1
votes

I wrote a shell script that downloads a document.

cd Desktop/Reports/folder/

wget http://www.mywebpage.com/data/reports/2012_04_02_data.xls

echo "data downloaded."

The tricky part is that the document I want to load (2012_04_02_data.xls) is dated for the previous day. So I need to download the previous days data, not the current day.

My goal is to run the shell script without having to increment the calendar day each morning. Instead, the shell will take the current day and subtract one calendar day and then load that date within the url.

Thanks for the help!

4
Very helpful. Thank you everybody! - user12764

4 Answers

7
votes

How about:

wget "http://www.mywebpage.com/data/reports/$(date -d yesterday +%Y_%m_%d)_data.xls"

This ought to work for GNU coreutils, which based on the linux tag I'm guessing you have.

2
votes

You can use the date command

$ wget "http://www.mywebpage.com/data/reports/$(date -d yesterday +'%Y_%m_%d')_data.xls"
1
votes

The more tricky part is, if you have to handle off days. Usually I wget the link containing page and then grep the date out of the href attribute. then pass the string to your "real" wget command.

1
votes

You tagged this with perl, so here's how I'd do it with Perl. That doesn't mean I think you should use Perl though:

use v5.10.1;

use DateTime;
use Mojo::UserAgent;

chdir 'Desktop/Reports/folder' or die "Could not chdir: $!";

my $date = DateTime->now->subtract( days => 1 )->ymd( '_' );
my $url = sprintf 
    "http://www.mywebpage.com/data/reports/%s_data.xls",
    $date;

my $data = Mojo::UserAgent->new->get( $url )->res->body;

You can do more fancy stuff with the user agent to save chunks to a file as it comes in and many other things you might want to do, but you'll have to fill in those bits yourself.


(Your goal) Pictures aside, can you reproduce the records word for word?

|---|

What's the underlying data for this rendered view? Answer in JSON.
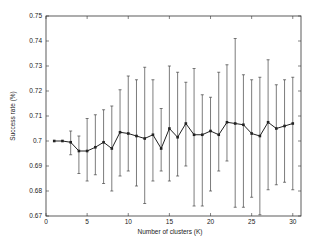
{
  "chart_data": {
    "type": "line",
    "title": "",
    "xlabel": "Number of clusters (K)",
    "ylabel": "Success rate (%)",
    "xlim": [
      0,
      31
    ],
    "ylim": [
      0.67,
      0.75
    ],
    "xticks": [
      0,
      5,
      10,
      15,
      20,
      25,
      30
    ],
    "yticks": [
      0.67,
      0.68,
      0.69,
      0.7,
      0.71,
      0.72,
      0.73,
      0.74,
      0.75
    ],
    "ytick_labels": [
      "0.67",
      "0.68",
      "0.69",
      "0.7",
      "0.71",
      "0.72",
      "0.73",
      "0.74",
      "0.75"
    ],
    "grid": false,
    "legend": null,
    "error_bars": true,
    "series": [
      {
        "name": "Success rate",
        "x": [
          1,
          2,
          3,
          4,
          5,
          6,
          7,
          8,
          9,
          10,
          11,
          12,
          13,
          14,
          15,
          16,
          17,
          18,
          19,
          20,
          21,
          22,
          23,
          24,
          25,
          26,
          27,
          28,
          29,
          30
        ],
        "values": [
          0.7,
          0.7,
          0.6995,
          0.696,
          0.696,
          0.6975,
          0.6995,
          0.697,
          0.7035,
          0.703,
          0.702,
          0.701,
          0.7025,
          0.697,
          0.705,
          0.7015,
          0.707,
          0.7025,
          0.7025,
          0.704,
          0.7025,
          0.7075,
          0.707,
          0.7065,
          0.703,
          0.702,
          0.7075,
          0.705,
          0.706,
          0.707
        ],
        "lower": [
          0.7,
          0.7,
          0.6945,
          0.687,
          0.684,
          0.6865,
          0.683,
          0.68,
          0.686,
          0.688,
          0.682,
          0.675,
          0.684,
          0.688,
          0.684,
          0.686,
          0.69,
          0.674,
          0.674,
          0.68,
          0.688,
          0.692,
          0.6735,
          0.6735,
          0.6775,
          0.6705,
          0.6805,
          0.6825,
          0.6835,
          0.6805
        ],
        "upper": [
          0.7,
          0.7,
          0.704,
          0.702,
          0.709,
          0.7105,
          0.7125,
          0.714,
          0.7205,
          0.726,
          0.7245,
          0.7295,
          0.7245,
          0.713,
          0.73,
          0.7275,
          0.7235,
          0.729,
          0.7185,
          0.7175,
          0.7275,
          0.7305,
          0.741,
          0.7265,
          0.7245,
          0.7255,
          0.7325,
          0.7225,
          0.7245,
          0.7255
        ]
      }
    ]
  }
}
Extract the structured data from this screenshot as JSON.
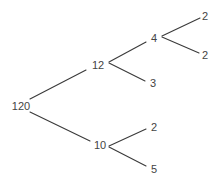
{
  "diagram": {
    "type": "factor-tree",
    "line_color": "#3a3a3a",
    "text_color": "#444444",
    "nodes": [
      {
        "id": "n120",
        "label": "120",
        "x": 21,
        "y": 106
      },
      {
        "id": "n12",
        "label": "12",
        "x": 98,
        "y": 65
      },
      {
        "id": "n10",
        "label": "10",
        "x": 100,
        "y": 145
      },
      {
        "id": "n4",
        "label": "4",
        "x": 154,
        "y": 38
      },
      {
        "id": "n3",
        "label": "3",
        "x": 153,
        "y": 83
      },
      {
        "id": "n2a",
        "label": "2",
        "x": 205,
        "y": 16
      },
      {
        "id": "n2b",
        "label": "2",
        "x": 205,
        "y": 55
      },
      {
        "id": "n2c",
        "label": "2",
        "x": 154,
        "y": 127
      },
      {
        "id": "n5",
        "label": "5",
        "x": 154,
        "y": 169
      }
    ],
    "edges": [
      {
        "from": "n120",
        "to": "n12",
        "x1": 30,
        "y1": 99,
        "x2": 86,
        "y2": 70
      },
      {
        "from": "n120",
        "to": "n10",
        "x1": 30,
        "y1": 112,
        "x2": 90,
        "y2": 141
      },
      {
        "from": "n12",
        "to": "n4",
        "x1": 109,
        "y1": 62,
        "x2": 146,
        "y2": 42
      },
      {
        "from": "n12",
        "to": "n3",
        "x1": 109,
        "y1": 63,
        "x2": 145,
        "y2": 81
      },
      {
        "from": "n4",
        "to": "n2a",
        "x1": 162,
        "y1": 36,
        "x2": 200,
        "y2": 18
      },
      {
        "from": "n4",
        "to": "n2b",
        "x1": 162,
        "y1": 37,
        "x2": 199,
        "y2": 53
      },
      {
        "from": "n10",
        "to": "n2c",
        "x1": 109,
        "y1": 146,
        "x2": 146,
        "y2": 129
      },
      {
        "from": "n10",
        "to": "n5",
        "x1": 109,
        "y1": 147,
        "x2": 146,
        "y2": 166
      }
    ]
  }
}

|---|

(Answer box)
What's the underlying data for this rendered view? Answer in JSON.
{
  "chart_data": {
    "type": "line",
    "title": "",
    "xlabel": "Number of clusters (K)",
    "ylabel": "Success rate (%)",
    "xlim": [
      0,
      31
    ],
    "ylim": [
      0.67,
      0.75
    ],
    "xticks": [
      0,
      5,
      10,
      15,
      20,
      25,
      30
    ],
    "yticks": [
      0.67,
      0.68,
      0.69,
      0.7,
      0.71,
      0.72,
      0.73,
      0.74,
      0.75
    ],
    "ytick_labels": [
      "0.67",
      "0.68",
      "0.69",
      "0.7",
      "0.71",
      "0.72",
      "0.73",
      "0.74",
      "0.75"
    ],
    "grid": false,
    "legend": null,
    "error_bars": true,
    "series": [
      {
        "name": "Success rate",
        "x": [
          1,
          2,
          3,
          4,
          5,
          6,
          7,
          8,
          9,
          10,
          11,
          12,
          13,
          14,
          15,
          16,
          17,
          18,
          19,
          20,
          21,
          22,
          23,
          24,
          25,
          26,
          27,
          28,
          29,
          30
        ],
        "values": [
          0.7,
          0.7,
          0.6995,
          0.696,
          0.696,
          0.6975,
          0.6995,
          0.697,
          0.7035,
          0.703,
          0.702,
          0.701,
          0.7025,
          0.697,
          0.705,
          0.7015,
          0.707,
          0.7025,
          0.7025,
          0.704,
          0.7025,
          0.7075,
          0.707,
          0.7065,
          0.703,
          0.702,
          0.7075,
          0.705,
          0.706,
          0.707
        ],
        "lower": [
          0.7,
          0.7,
          0.6945,
          0.687,
          0.684,
          0.6865,
          0.683,
          0.68,
          0.686,
          0.688,
          0.682,
          0.675,
          0.684,
          0.688,
          0.684,
          0.686,
          0.69,
          0.674,
          0.674,
          0.68,
          0.688,
          0.692,
          0.6735,
          0.6735,
          0.6775,
          0.6705,
          0.6805,
          0.6825,
          0.6835,
          0.6805
        ],
        "upper": [
          0.7,
          0.7,
          0.704,
          0.702,
          0.709,
          0.7105,
          0.7125,
          0.714,
          0.7205,
          0.726,
          0.7245,
          0.7295,
          0.7245,
          0.713,
          0.73,
          0.7275,
          0.7235,
          0.729,
          0.7185,
          0.7175,
          0.7275,
          0.7305,
          0.741,
          0.7265,
          0.7245,
          0.7255,
          0.7325,
          0.7225,
          0.7245,
          0.7255
        ]
      }
    ]
  }
}
Extract the structured data from this screenshot as JSON.
{
  "diagram": {
    "type": "factor-tree",
    "line_color": "#3a3a3a",
    "text_color": "#444444",
    "nodes": [
      {
        "id": "n120",
        "label": "120",
        "x": 21,
        "y": 106
      },
      {
        "id": "n12",
        "label": "12",
        "x": 98,
        "y": 65
      },
      {
        "id": "n10",
        "label": "10",
        "x": 100,
        "y": 145
      },
      {
        "id": "n4",
        "label": "4",
        "x": 154,
        "y": 38
      },
      {
        "id": "n3",
        "label": "3",
        "x": 153,
        "y": 83
      },
      {
        "id": "n2a",
        "label": "2",
        "x": 205,
        "y": 16
      },
      {
        "id": "n2b",
        "label": "2",
        "x": 205,
        "y": 55
      },
      {
        "id": "n2c",
        "label": "2",
        "x": 154,
        "y": 127
      },
      {
        "id": "n5",
        "label": "5",
        "x": 154,
        "y": 169
      }
    ],
    "edges": [
      {
        "from": "n120",
        "to": "n12",
        "x1": 30,
        "y1": 99,
        "x2": 86,
        "y2": 70
      },
      {
        "from": "n120",
        "to": "n10",
        "x1": 30,
        "y1": 112,
        "x2": 90,
        "y2": 141
      },
      {
        "from": "n12",
        "to": "n4",
        "x1": 109,
        "y1": 62,
        "x2": 146,
        "y2": 42
      },
      {
        "from": "n12",
        "to": "n3",
        "x1": 109,
        "y1": 63,
        "x2": 145,
        "y2": 81
      },
      {
        "from": "n4",
        "to": "n2a",
        "x1": 162,
        "y1": 36,
        "x2": 200,
        "y2": 18
      },
      {
        "from": "n4",
        "to": "n2b",
        "x1": 162,
        "y1": 37,
        "x2": 199,
        "y2": 53
      },
      {
        "from": "n10",
        "to": "n2c",
        "x1": 109,
        "y1": 146,
        "x2": 146,
        "y2": 129
      },
      {
        "from": "n10",
        "to": "n5",
        "x1": 109,
        "y1": 147,
        "x2": 146,
        "y2": 166
      }
    ]
  }
}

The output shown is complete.